While LaKeith Stanfield and Issa Rae’s chemistry is definitely a highlight, I wouldn’t say their love story is at the heart of The Photograph.

I liked The Photograph, but I couldn’t fall entirely in love with it because there were just too many distractions diverting my focus from what I wanted to love most: watching Mae and Michael fall head over heels for each other.

That’s not to say I didn’t like watching Mae’s mother, Christina, and the man of her heart Isaac’s star-crossed love story. I was just frustrated that we kept being shifted away from the couple we were watching again and again.

The Photograph takes us through the flashback love story of Christina Eames and Isaac Jefferson all the way to the current day tale of Mae and Michael. We see how one mother’s past affects her daughter’s future, and learn a hell of a lot about family and all the different kinds of love we encounter every single day.

As much as I wanted this to be a sweeping romance for LaKeith Stanfield and Issa Rae’s characters, ultimately, this story isn’t really even about them. I mean, sure, their connection is what sends Issa Rae’s Mae diving into her mother’s life and history, but the real love story here is the twisted and complicated connection between a daughter and a mother, with an intricate father and a step-father tacked on as well.

And I would have been happy to watch a story about a complicated mother/daughter relationship with the father storyline as an added bonus, but that’s not what The Photograph was sold as. And I mean, with a Valentine’s weekend release, they may have leaned heavier on the romance rather than familial love story to get more people in theaters. But I think that strategy does the movie a disservice.

For every second we spend with Michael and Mae together on screen, it feels like we spend at least 10 more away from them, or with them apart. Usually that ebb and flow increases the tension in a love story, but here, the time away just alienates the audience from the connection until they’re together on screen again.

That said, the nuanced story plays well. Issa Rae uses her emotive eyes to sell the ups and downs of a newly blossoming love. I believed the attraction and mixed feelings of the brand new relationship brewing between Michael and Mae.

I loved watching as LaKeith and Issa Rae’s characters felt each other out a bit, trying to decide if this was the one to fight for, or if they should let the distance spell defeat. I just wish I had seen more of their chemistry, if maybe their story could have spent more time together, rather than seeing them apart, discussing their chemistry with everyone else.

Bottom line is, I wish I had either gotten more of the Mae and Michael story, or gone in expecting a different movie. Either way, I think I would have enjoyed The Photograph more than I did. There was a solid foundation built at the beginning, but the final act of this film just didn’t bring home the all-encompassing love story I was hoping for.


EXERCISE: Give the records again word for word. Leave every picture out.

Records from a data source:
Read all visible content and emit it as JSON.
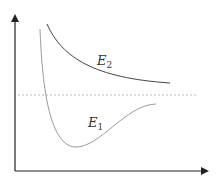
{
  "diagram": {
    "title": "",
    "curves": [
      {
        "id": "E2",
        "label_main": "E",
        "label_sub": "2",
        "color": "#444444",
        "style": "solid"
      },
      {
        "id": "E1",
        "label_main": "E",
        "label_sub": "1",
        "color": "#9a9a9a",
        "style": "solid"
      }
    ],
    "reference_line": {
      "style": "dashed",
      "color": "#aaaaaa"
    },
    "axes": {
      "x_label": "",
      "y_label": "",
      "color": "#222222"
    }
  }
}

OUTPUT BELOW:
Read all visible content and emit it as JSON.
{
  "diagram": {
    "title": "",
    "curves": [
      {
        "id": "E2",
        "label_main": "E",
        "label_sub": "2",
        "color": "#444444",
        "style": "solid"
      },
      {
        "id": "E1",
        "label_main": "E",
        "label_sub": "1",
        "color": "#9a9a9a",
        "style": "solid"
      }
    ],
    "reference_line": {
      "style": "dashed",
      "color": "#aaaaaa"
    },
    "axes": {
      "x_label": "",
      "y_label": "",
      "color": "#222222"
    }
  }
}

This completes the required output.